Sudden Little Drops has been recently resurrected so I could talk about music! Check out the new Albums of 2011 post below, and hopefully there will be more new content coming soon.
Sunday, 28 November 2010
The Barn
Small Relevant Details
Harsh yellow light shines into her eyes as the dentist leans over to examine the inside of her mouth. The flowers, the cat, the window. She pulls out the details from the air, like pulling loose threads from her pajamas. The toothpaste, the glass, the mirror. These were the raw materials of their love, enough for a thousand novels, epics hidden in the minutiae of their lives.
The dentist moves the drill into her mouth and she remembers his fingers pressing into the small of her back, the surprise of his cold hands on her skin, remembers the glass being knocked, the arm involuntarily sweeping out over the bedside table, remembers the thud on the carpet and the clink on the side of the bed like a bell. She feels his body on hers. The memory of his weight pressing down on her makes her suddenly feel the space floating above, stark and negative, like she is making love to a ghost, there in the dentist’s chair.
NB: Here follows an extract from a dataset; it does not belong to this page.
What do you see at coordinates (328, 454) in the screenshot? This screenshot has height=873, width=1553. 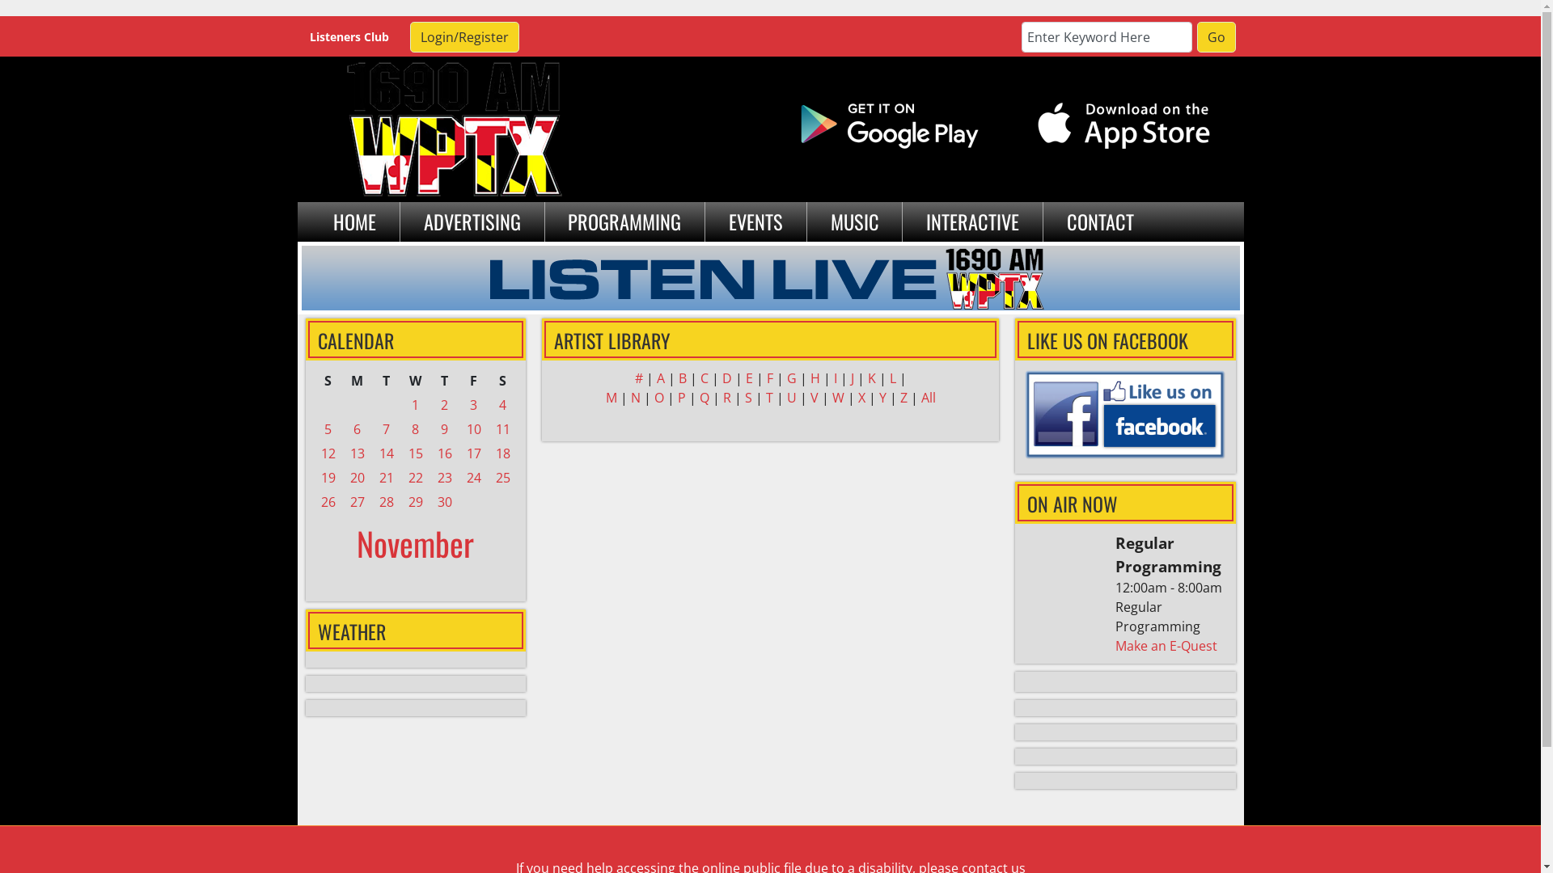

The memories fall apart, unravel like tied-up hair let loose. They scatter and multiply, bouncing light into a hundred other bathroom mirrors, reflecting, refracting, expanding. It was not yet night, it was evening, it was morning. The sun was moving. It was autumn, or spring. The room was a certain colour and the sheets were a certain colour and his belt was a certain colour. All this to wade through. Could it not all stick? Or else all simply disappear?
She does not see him anymore. His days and hers are filled with separate necessary details, unshared, as she pulls apart the love that they made and tries to find the small relevant details that made it all worthwhile.
The dentist scrapes metal in the gap between her teeth. He presses his fingers against the roof of her mouth. Her tongue quivers as it tries to avoid touching the fingers. All her attention is held for a moment. Her guard is down. A single detail flies like a black bird and smashes against the window – it is the shape of his eyes, his pupils bending back beyond themselves, like holes in arctic ice, like black stars burning, and it is suddenly all she can see, his eyes burning there still, shot through with pain like a phantom that cries as a black bird smashes into his eyes, his shapely eyes burning like ice that smashes like a bird a ghost a phantom stars slipping eyes into ice into eyes as she jerks breathless sputtering ice as birds smash into eyes face black eyes dead face birds black eyes ice face eyes face face face...
Monday, 8 November 2010
The Fire in the Kart-e-Sakhi Cemetery
The last time I was a child, I lit a bonfire in the Kart-e-Sakhi Cemetery in Kabul.
In 1997 I got a purple firefish for my birthday. It sat in a tank in the kitchen and died three weeks later when parasitic worms sucked out all its blood.
In the 1930s I worked a brief stint as a fireman, driving sparkling red trucks around Pennsylvania. One afternoon in warm July, I rescued a child from a burning house but could not make in back in time to save the mother, who died in the suffocating, smoky blackness.
In the 1700s I lived in Denmark and found my wife in bed with another man. Three days later she was burned at the stake for witchcraft. She was wearing her blue dress.
In third century Greece I was a juggler, entertaining the Royal Courts by eating fire. One morning in April I was distracted by a young girl crying out the corner of my eye and accidentally breathed in. The fire burned the back of my throat and collapsed one of my lungs.
In 79 A.D. in Pompeii, I died holding my daughter when Mount Vesuvius erupted and spit hot streams of ash over us, her burrowing her head into my chest in fear.
This was my individual path through the fire – the fire that is always flickering and is never still.
It’s 2010 and I’m a sperm burrowing my way into an egg. Just yesterday I died in Kabul. My leg caught fire as I waved it too close, and the fire crept up my body like a dirty bomb creeps over a city, and I burned alive there standing in the Kart-e-Sakhi Cemetery among the gravestones and the dry dust.